Prior to the start of the 2012-13 season, the Trail Blazers seemed destined to be a lottery team for the second straight year. By December, though, the brilliant play of rookie sensation Damian Lillard, coupled with improvement from Nicolas Batum, Wesley Matthews and J.J. Hickson, had quickly dispelled that notion. The Blazers were in a fight for a playoff seed.
At times they looked fantastic, grabbing wins against the Lakers, Heat, Nuggets, Clippers, Spurs and Knicks. However, as the minutes piled up, the results were less impressive: Lillard is third in the NBA at minutes per game at 38.6, with Batum and LaMarcus Aldridge close behind at six and 11, respectively.
In early February, the Portland team was sitting right around .500, and its playoff hopes were fading quickly. The team was in very dangerous territory, risking missing both the playoffs and the chance at a first-round pick. The Charlotte Bobcats have the rights to the Blazers’ first-round pick, as long as the player falls out of the top 12. At the time, the Blazers were sitting right in the 12-to-14 range.
In the waning weeks of the season, the team and their fanbase received a blessing in disguise: an 11-game losing streak. With two games remaining against the Clippers and Warriors — both fighting for position in the Western Conference Playoff standings — the streak is likely to extend to 13 games, tying a franchise record set in the second year of Blazers’ basketball, the 1971-72 season.
Currently, with its Sunday loss to the Denver, Portland is tied with Philadelphia for the 11th-worst record in the league — but could get to the ninth.
For many fans, the notion of tanking to get a better lottery pick (or in this case, any lottery pick) is cheap and unsportsman-like. However, the Blazers don’t seem to be tanking — rather just feeling the effects of playing a high number of minutes manifesting itself in lethargy and injury. And while a late lottery pick normally doesn’t have a big impact, the would-be pick could potentially have huge implications for how the team plays next season.
The Blazers have the worst scoring bench in the league at 18.4 points per game, which is nearly eight points fewer than the second worst, Indiana, at 26.1 points per game. With the likely departure of Nolan Smith, Luke Babbitt, and Hickson, the team will desperately need improved production from their bench next season.
Furthermore, under the league’s new collective bargaining agreement, draft picks are possibly more important than they have ever been. Salary caps are dropping, and the luxury tax is becoming more and more crippling. Getting solid production from a player on a rookie contract is simply the best bargain available.
Take Lillard for example: Currently he is 12th in scoring at 19 per game, 17th in assists with 6.5 and fifth in the league in made three pointers — yet, he is making a little over $3 million per year on a four-year contract. In his fifth year, he will likely get a max deal pushing him above $20 million per year.
Another reason rookies can be valued higher than free agents is that once their rookie scale contract is up, the team can resign them without having to clear cap space since the league allows you to resign your own players without any cap implications. They will have to pay luxury tax, but it still gives them flexibility to spend excess money on the free-agent market rather than their young players.
The Blazers will likely have $13 million to spend in free agency in the off-season. If they can use that money wisely and draft well in the low end of the lottery, they can give their strong starting lineup — the only one in the league where all five players scored at least 1,000 points — the help they deserve and then look to the postseason.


- _What to do_: Below are entries to reproduce exactly, apart from their pictures.

Data extracted from a collection

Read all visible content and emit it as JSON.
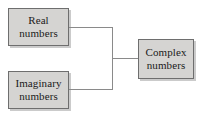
{
  "diagram": {
    "type": "block-flow",
    "background_color": "#ffffff",
    "node_fill_color": "#d5d4d2",
    "node_border_color": "#6e6e6e",
    "edge_color": "#8a8a8a",
    "text_color": "#1a1a1a",
    "nodes": [
      {
        "id": "real",
        "line1": "Real",
        "line2": "numbers",
        "x": 8,
        "y": 8,
        "width": 61,
        "height": 38
      },
      {
        "id": "imaginary",
        "line1": "Imaginary",
        "line2": "numbers",
        "x": 8,
        "y": 71,
        "width": 61,
        "height": 38
      },
      {
        "id": "complex",
        "line1": "Complex",
        "line2": "numbers",
        "x": 138,
        "y": 39,
        "width": 56,
        "height": 40
      }
    ],
    "edges": [
      {
        "id": "real-to-junction",
        "from": "real",
        "to": "junction"
      },
      {
        "id": "imaginary-to-junction",
        "from": "imaginary",
        "to": "junction"
      },
      {
        "id": "junction-to-complex",
        "from": "junction",
        "to": "complex"
      }
    ]
  }
}
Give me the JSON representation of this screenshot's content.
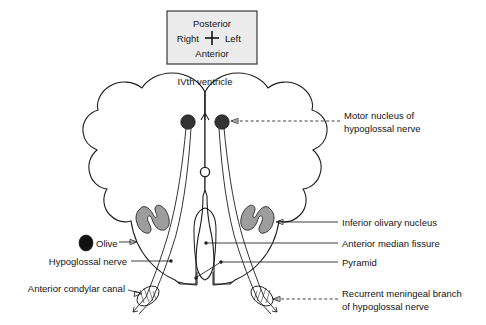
{
  "figure": {
    "compass": {
      "posterior": "Posterior",
      "right": "Right",
      "left": "Left",
      "anterior": "Anterior",
      "box_fill": "#ebebeb",
      "box_border": "#3a3a3a"
    },
    "labels": {
      "ivth_ventricle": "IVth ventricle",
      "motor_nucleus_line1": "Motor nucleus of",
      "motor_nucleus_line2": "hypoglossal nerve",
      "inferior_olivary_nucleus": "Inferior olivary nucleus",
      "anterior_median_fissure": "Anterior median fissure",
      "pyramid": "Pyramid",
      "recurrent_line1": "Recurrent meningeal branch",
      "recurrent_line2": "of hypoglossal nerve",
      "olive": "Olive",
      "hypoglossal_nerve": "Hypoglossal nerve",
      "anterior_condylar_canal": "Anterior condylar canal"
    },
    "colors": {
      "stroke": "#1d1d1d",
      "motor_nucleus_fill": "#333333",
      "olivary_nucleus_fill": "#9d9d9d",
      "olive_marker_fill": "#111111",
      "background": "#ffffff"
    }
  }
}
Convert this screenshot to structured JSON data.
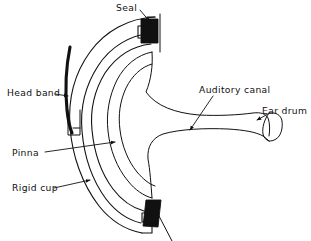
{
  "figure": {
    "type": "line-diagram",
    "background_color": "#ffffff",
    "ink_color": "#111111",
    "width": 311,
    "height": 241
  },
  "labels": {
    "seal": "Seal",
    "head_band": "Head band",
    "pinna": "Pinna",
    "rigid_cup": "Rigid cup",
    "auditory_canal": "Auditory canal",
    "ear_drum": "Ear drum"
  },
  "parts": [
    {
      "key": "seal",
      "label": "Seal",
      "description": "Black filled cushion seal blocks where the cup meets the head, top and bottom",
      "label_x": 137,
      "label_y": 11,
      "leader": "short line sloping down-right to top black seal block",
      "fill_color": "#111111"
    },
    {
      "key": "head_band",
      "label": "Head band",
      "description": "Thick curved arc on the left side attached to the cup by a small bracket",
      "label_x": 8,
      "label_y": 92,
      "leader": "horizontal line to the right ending in an arrowhead on the band arc",
      "fill_color": "#111111"
    },
    {
      "key": "pinna",
      "label": "Pinna",
      "description": "Outer ear enclosed inside the cup cavity",
      "label_x": 12,
      "label_y": 151,
      "leader": "long horizontal line to the right ending in an arrowhead at the pinna outline",
      "fill_color": "none"
    },
    {
      "key": "rigid_cup",
      "label": "Rigid cup",
      "description": "Hard outer shell drawn as nested concentric arcs",
      "label_x": 12,
      "label_y": 188,
      "leader": "line sloping slightly up-right ending in an arrowhead on the outer arc",
      "fill_color": "none"
    },
    {
      "key": "auditory_canal",
      "label": "Auditory canal",
      "description": "Horizontal tube running right from the pinna to the ear drum",
      "label_x": 200,
      "label_y": 90,
      "leader": "diagonal line sloping down-left ending in an arrowhead inside the canal",
      "fill_color": "none"
    },
    {
      "key": "ear_drum",
      "label": "Ear drum",
      "description": "Rounded concave membrane closing the right end of the auditory canal",
      "label_x": 263,
      "label_y": 114,
      "leader": "short line sloping down-left ending in an arrowhead at the drum",
      "fill_color": "none"
    }
  ]
}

- _Task solution_:
Read all visible content and emit it as JSON.
{
  "diagram": {
    "type": "block-flow",
    "background_color": "#ffffff",
    "node_fill_color": "#d5d4d2",
    "node_border_color": "#6e6e6e",
    "edge_color": "#8a8a8a",
    "text_color": "#1a1a1a",
    "nodes": [
      {
        "id": "real",
        "line1": "Real",
        "line2": "numbers",
        "x": 8,
        "y": 8,
        "width": 61,
        "height": 38
      },
      {
        "id": "imaginary",
        "line1": "Imaginary",
        "line2": "numbers",
        "x": 8,
        "y": 71,
        "width": 61,
        "height": 38
      },
      {
        "id": "complex",
        "line1": "Complex",
        "line2": "numbers",
        "x": 138,
        "y": 39,
        "width": 56,
        "height": 40
      }
    ],
    "edges": [
      {
        "id": "real-to-junction",
        "from": "real",
        "to": "junction"
      },
      {
        "id": "imaginary-to-junction",
        "from": "imaginary",
        "to": "junction"
      },
      {
        "id": "junction-to-complex",
        "from": "junction",
        "to": "complex"
      }
    ]
  }
}
Give me the JSON representation of this screenshot's content.
{
  "figure": {
    "compass": {
      "posterior": "Posterior",
      "right": "Right",
      "left": "Left",
      "anterior": "Anterior",
      "box_fill": "#ebebeb",
      "box_border": "#3a3a3a"
    },
    "labels": {
      "ivth_ventricle": "IVth ventricle",
      "motor_nucleus_line1": "Motor nucleus of",
      "motor_nucleus_line2": "hypoglossal nerve",
      "inferior_olivary_nucleus": "Inferior olivary nucleus",
      "anterior_median_fissure": "Anterior median fissure",
      "pyramid": "Pyramid",
      "recurrent_line1": "Recurrent meningeal branch",
      "recurrent_line2": "of hypoglossal nerve",
      "olive": "Olive",
      "hypoglossal_nerve": "Hypoglossal nerve",
      "anterior_condylar_canal": "Anterior condylar canal"
    },
    "colors": {
      "stroke": "#1d1d1d",
      "motor_nucleus_fill": "#333333",
      "olivary_nucleus_fill": "#9d9d9d",
      "olive_marker_fill": "#111111",
      "background": "#ffffff"
    }
  }
}
Convert this screenshot to structured JSON data.
{
  "figure": {
    "type": "line-diagram",
    "background_color": "#ffffff",
    "ink_color": "#111111",
    "width": 311,
    "height": 241
  },
  "labels": {
    "seal": "Seal",
    "head_band": "Head band",
    "pinna": "Pinna",
    "rigid_cup": "Rigid cup",
    "auditory_canal": "Auditory canal",
    "ear_drum": "Ear drum"
  },
  "parts": [
    {
      "key": "seal",
      "label": "Seal",
      "description": "Black filled cushion seal blocks where the cup meets the head, top and bottom",
      "label_x": 137,
      "label_y": 11,
      "leader": "short line sloping down-right to top black seal block",
      "fill_color": "#111111"
    },
    {
      "key": "head_band",
      "label": "Head band",
      "description": "Thick curved arc on the left side attached to the cup by a small bracket",
      "label_x": 8,
      "label_y": 92,
      "leader": "horizontal line to the right ending in an arrowhead on the band arc",
      "fill_color": "#111111"
    },
    {
      "key": "pinna",
      "label": "Pinna",
      "description": "Outer ear enclosed inside the cup cavity",
      "label_x": 12,
      "label_y": 151,
      "leader": "long horizontal line to the right ending in an arrowhead at the pinna outline",
      "fill_color": "none"
    },
    {
      "key": "rigid_cup",
      "label": "Rigid cup",
      "description": "Hard outer shell drawn as nested concentric arcs",
      "label_x": 12,
      "label_y": 188,
      "leader": "line sloping slightly up-right ending in an arrowhead on the outer arc",
      "fill_color": "none"
    },
    {
      "key": "auditory_canal",
      "label": "Auditory canal",
      "description": "Horizontal tube running right from the pinna to the ear drum",
      "label_x": 200,
      "label_y": 90,
      "leader": "diagonal line sloping down-left ending in an arrowhead inside the canal",
      "fill_color": "none"
    },
    {
      "key": "ear_drum",
      "label": "Ear drum",
      "description": "Rounded concave membrane closing the right end of the auditory canal",
      "label_x": 263,
      "label_y": 114,
      "leader": "short line sloping down-left ending in an arrowhead at the drum",
      "fill_color": "none"
    }
  ]
}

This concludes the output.